Keeping this in mind, he decided to provide an example of a fictional partnership between a bank and a fintech.
Firstly, the bank uses OBP middleware to communicate with the fintech and sets up a few features:
1. Create a new card product by using Create Product API, Product Attribute API, Create Card API and Create Card Attribute API. By doing so, a generalised OBP card can become the bank’s “keeping-up-with-the-Paris-agreement” card.
2. Add the ‘MCC’ attribute to the ‘Merchant’ entity (aka Counterparty in OBP). This can be done by using the Add Counterparty More Info API.
3. Create a new View (called say “CO2”) to share only anonymised and relevant transaction data with the fintech. This can be done by using Create View API and allows the fintech to calculate CO2 emissions without having complete access to sensitive information.

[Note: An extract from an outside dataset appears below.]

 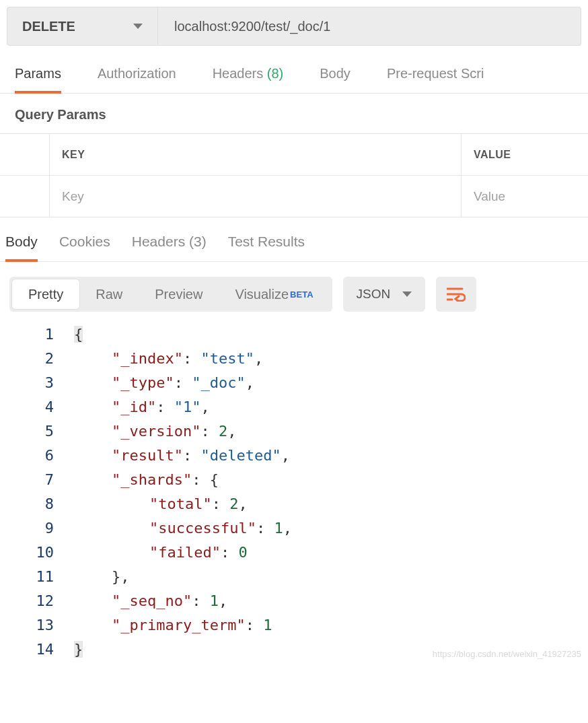 What do you see at coordinates (252, 27) in the screenshot?
I see `request-url-text: localhost:9200/test/_doc/1` at bounding box center [252, 27].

4. Create a Consent on the CO2 view for the account which can be shared with the fintech
What will the flow be?
Now, every time a merchant initiates a transaction, the following happens:
1. The bank transmits the relevant filtered information to the fintech.
2. The fintech company uses the merchant’s information stored in the card’s transactional metadata to get the MCC.
3. The fintech enriches the information by translating the MCC and goods into a carbon score.
4. The fintech posts the enriched information and the score back into the transactional metadata by using the Add a Comment API. This information will serve as a log for the user, the bank, and the fintech. In fact, users can easily enrich OBP transaction data with tags and even images.
5. The bank can now create aggregated, periodical insights for its end-users (e.g. monthly and /or peer comparison etc.) who are going to expect this kind of service from their bank.
Will your bank handle CO2 transactions too?
Hopefully, yes.
There is an urgent need for these kinds of use cases. We have to have our plan ready by the end of 2020, which is our deadline.
“Raising individual spending awareness is an effective and necessary approach,” Luca says. “But there’s an obstacle: a bank’s IT systems are scattered and inflexible by nature.”
It is better to regroup all information in a way that can be safely exposed to third parties.
Financial institutions should choose a solution that will enable them to store this enriched transactional data and share it by using private, standard, and developer-friendly APIs.
In addition, technology should also be highly customisable.
Each organisation has different needs and therefore must research, compare, and determine what aligns best with its business needs and IT systems before taking action.
Interested in the environment and how FinTech can contribute? Find more on Open Bank Project and TESOBE’s initiatives in this space by checking out our partnership with the Energy Efficient Mortgage Initiative here.